Now, let me just tell you that duplicate content is everywhere. Actually, someone has probably written this sentence a million times. What we were searching for today was blatant and far reaching content theft. We found a few instances of one of our homepages and general website idea taken for someone else’s use as well as many instances of interior pages taken. Needless to say, we made screen copies of these cases and sent them to our attorney’s office. These are serious and can’t be ignored.

I would like to talk about two things you can do to help out a more subtle form of duplicate content, on your own website.

The first form of duplicate content on your own website is in the form of www vs. non-www. If you go to your website and type in “www.mysite.com” and then type in “mysite.com,” you may see the same page appear. In the search engine’s eyes, these are two copies of the same page. How do you fix this? It’s easy. Just open up your .htaccess file and type in the following code:

RewriteEngine On
RewriteCond %{HTTP_HOST} !^www\.mysite\.com
RewriteRule ^(.*)$ http://www.mysite.com/$1 [R=permanent,L]

When someone types in “mysite.com” to visit your website, they will automatically be forwarded to “www.mysite.com.” The search engines will be forwarded as well.

Another form of duplicate content on your own website comes in the form of “www.mysite.com/” vs. “www.mysite.com/index.html.” The search engines see this same page as two different ones.
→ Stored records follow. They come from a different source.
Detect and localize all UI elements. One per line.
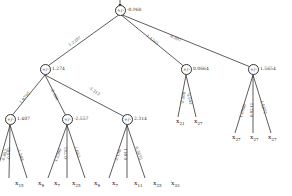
node-value-l1-c: 1.5654 [260, 67, 276, 72]
leaf-node: x25 [72, 180, 80, 188]
leaf-node: x11 [134, 180, 142, 188]
tree-node-l1-a: +/- [40, 64, 51, 75]
tree-node-l2-a: +/- [5, 114, 16, 125]
tree-node-l1-b: +/- [181, 64, 192, 75]
edge-weight: -0.743 [64, 147, 68, 160]
leaf-node: x25 [153, 180, 161, 188]
tree-node-root: +/- [115, 5, 126, 16]
leaf-node: x27 [250, 134, 258, 142]
node-value-l2-b: -2.557 [74, 117, 88, 122]
node-value-l1-a: 1.274 [52, 67, 65, 72]
tree-node-l1-c: +/- [248, 64, 259, 75]
node-value-l2-c: 2.314 [134, 117, 147, 122]
node-value-l2-a: 1.407 [17, 117, 30, 122]
leaf-node: x21 [176, 118, 184, 126]
node-value-root: -0.968 [127, 8, 141, 13]
tree-edges [0, 0, 292, 196]
edge-weight: -0.995 [7, 147, 11, 160]
leaf-node: x27 [194, 118, 202, 126]
edge-weight: 0.9212 [250, 103, 254, 117]
leaf-node: x27 [232, 134, 240, 142]
tree-node-l2-b: +/- [62, 114, 73, 125]
tree-node-l2-c: +/- [122, 114, 133, 125]
leaf-node: x15 [15, 180, 23, 188]
leaf-node: x9 [38, 180, 44, 188]
node-value-l1-b: 0.0664 [193, 67, 209, 72]
edge-weight: 0.641 [124, 149, 128, 160]
leaf-node: x9 [94, 180, 100, 188]
leaf-node: x33 [171, 180, 179, 188]
leaf-node: x7 [54, 180, 60, 188]
leaf-node: x27 [268, 134, 276, 142]
leaf-node: x7 [112, 180, 118, 188]
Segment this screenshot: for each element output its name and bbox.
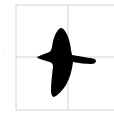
figure	[0, 0, 114, 121]
bird-eye-mark	[59, 39, 60, 40]
bird-silhouette-icon	[37, 28, 96, 97]
faint-mark	[3, 49, 4, 50]
bird-figure	[0, 0, 114, 121]
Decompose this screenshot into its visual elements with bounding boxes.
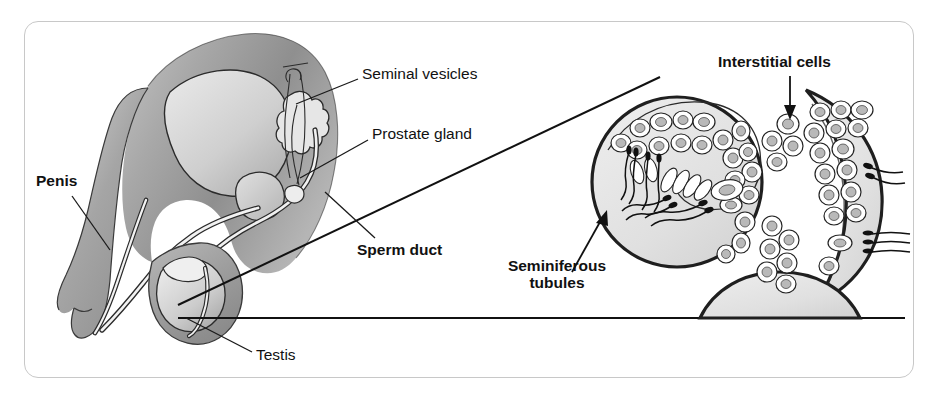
interstitial-cell-cluster-upper bbox=[762, 114, 803, 171]
ejaculatory-bulb bbox=[285, 185, 304, 203]
label-sperm-duct: Sperm duct bbox=[357, 241, 442, 258]
interstitial-cell-cluster-lower bbox=[757, 216, 799, 293]
label-seminiferous-tubules: Seminiferous tubules bbox=[477, 257, 637, 292]
label-interstitial-cells: Interstitial cells bbox=[718, 53, 831, 70]
label-seminal-vesicles: Seminal vesicles bbox=[362, 65, 477, 82]
label-prostate-gland: Prostate gland bbox=[372, 125, 472, 142]
anatomy-figure: Penis Seminal vesicles Prostate gland Sp… bbox=[0, 0, 939, 405]
micrograph-view bbox=[592, 90, 910, 318]
label-testis: Testis bbox=[256, 346, 296, 363]
anatomy-sagittal-view bbox=[57, 34, 337, 345]
label-penis: Penis bbox=[36, 172, 77, 189]
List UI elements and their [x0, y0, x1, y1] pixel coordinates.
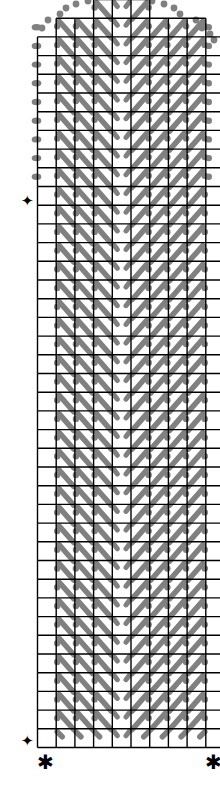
stitch-dot	[183, 98, 189, 104]
stitch-dot	[73, 1, 80, 8]
stitch-diagonal	[151, 40, 166, 57]
stitch-dot	[183, 696, 189, 702]
stitch-diagonal	[126, 115, 129, 119]
stitch-dot	[164, 42, 170, 48]
stitch-diagonal	[126, 246, 129, 250]
stitch-diagonal	[59, 451, 74, 468]
stitch-diagonal	[76, 732, 81, 737]
stitch-diagonal	[97, 59, 112, 76]
stitch-diagonal	[126, 320, 129, 324]
stitch-diagonal	[114, 40, 117, 44]
stitch-dot	[202, 565, 208, 571]
stitch-dot	[183, 397, 189, 403]
stitch-dot	[146, 547, 152, 553]
stitch-diagonal	[132, 227, 147, 244]
stitch-diagonal	[151, 582, 166, 599]
stitch-diagonal	[78, 264, 93, 281]
stitch-dot	[146, 565, 152, 571]
stitch-diagonal	[114, 545, 117, 549]
stitch-diagonal	[114, 676, 117, 680]
stitch-diagonal	[126, 564, 129, 568]
stitch-dot	[146, 247, 152, 253]
stitch-dot	[183, 23, 189, 29]
stitch-diagonal	[126, 190, 129, 194]
stitch-diagonal	[114, 713, 117, 717]
stitch-diagonal	[169, 264, 184, 281]
stitch-diagonal	[126, 433, 129, 437]
stitch-diagonal	[126, 489, 129, 493]
stitch-diagonal	[114, 77, 117, 81]
stitch-diagonal	[126, 694, 129, 698]
stitch-diagonal	[151, 713, 166, 730]
stitch-dot	[202, 472, 208, 478]
stitch-dot	[183, 285, 189, 291]
stitch-diagonal	[59, 507, 74, 524]
stitch-diagonal	[151, 657, 166, 674]
stitch-diagonal	[169, 507, 184, 524]
stitch-diagonal	[132, 152, 147, 169]
stitch-diagonal	[188, 227, 203, 244]
stitch-diagonal	[59, 190, 74, 207]
stitch-dot	[206, 80, 212, 86]
stitch-dot	[164, 304, 170, 310]
stitch-diagonal	[188, 433, 203, 450]
stitch-dot	[146, 509, 152, 515]
stitch-dot	[164, 322, 170, 328]
stitch-diagonal	[151, 190, 166, 207]
stitch-diagonal	[151, 227, 166, 244]
stitch-dot	[202, 434, 208, 440]
stitch-diagonal	[188, 40, 203, 57]
stitch-diagonal	[169, 283, 184, 300]
stitch-diagonal	[114, 171, 117, 175]
stitch-diagonal	[132, 264, 147, 281]
stitch-diagonal	[114, 227, 117, 231]
stitch-diagonal	[78, 676, 93, 693]
stitch-diagonal	[151, 59, 166, 76]
stitch-diagonal	[114, 507, 117, 511]
stitch-dot	[211, 37, 218, 44]
stitch-dot	[164, 659, 170, 665]
stitch-dot	[183, 191, 189, 197]
stitch-diagonal	[188, 339, 203, 356]
stitch-diagonal	[126, 507, 129, 511]
stitch-diagonal	[188, 601, 203, 618]
stitch-diagonal	[114, 489, 117, 493]
stitch-dot	[164, 397, 170, 403]
stitch-diagonal	[126, 171, 129, 175]
stitch-dot	[32, 118, 42, 124]
stitch-diagonal	[132, 638, 147, 655]
stitch-dot	[146, 434, 152, 440]
stitch-diagonal	[114, 433, 117, 437]
stitch-diagonal	[151, 676, 166, 693]
stitch-diagonal	[132, 96, 147, 113]
stitch-diagonal	[97, 115, 112, 132]
stitch-diagonal	[169, 545, 184, 562]
stitch-dot	[164, 98, 170, 104]
stitch-dot	[146, 696, 152, 702]
stitch-diagonal	[132, 208, 147, 225]
stitch-dot	[39, 25, 46, 32]
stitch-dot	[183, 210, 189, 216]
row-marker-diamond-top: ✦	[21, 194, 34, 209]
stitch-diagonal	[114, 564, 117, 568]
stitch-dot	[183, 678, 189, 684]
stitch-dot	[202, 397, 208, 403]
stitch-diagonal	[188, 377, 203, 394]
stitch-diagonal	[132, 676, 147, 693]
stitch-diagonal	[78, 171, 93, 188]
stitch-diagonal	[59, 152, 74, 169]
stitch-dot	[45, 17, 52, 24]
stitch-dot	[164, 60, 170, 66]
stitch-diagonal	[188, 470, 203, 487]
stitch-diagonal	[169, 339, 184, 356]
stitch-diagonal	[200, 732, 205, 737]
stitch-diagonal	[188, 152, 203, 169]
stitch-diagonal	[169, 601, 184, 618]
stitch-diagonal	[126, 77, 129, 81]
stitch-diagonal	[78, 302, 93, 319]
stitch-diagonal	[126, 302, 129, 306]
stitch-diagonal	[97, 190, 112, 207]
stitch-dot	[202, 191, 208, 197]
stitch-diagonal	[59, 77, 74, 94]
stitch-diagonal	[114, 208, 117, 212]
What to do? That’s easy too. Just open up your .htaccess again and type in the following code:

RewriteEngine On
RewriteCond %{THE_REQUEST} ^[A-Z]{3,9}\ /index\.html\ HTTP/
RewriteRule ^index\.html$ http://www.mysite.com/ [R=301,L]

When someone either types in “www.mysite.com/index.html” or follows a link like that to your website, they will be automatically be forwarded to “www.mysite.com.”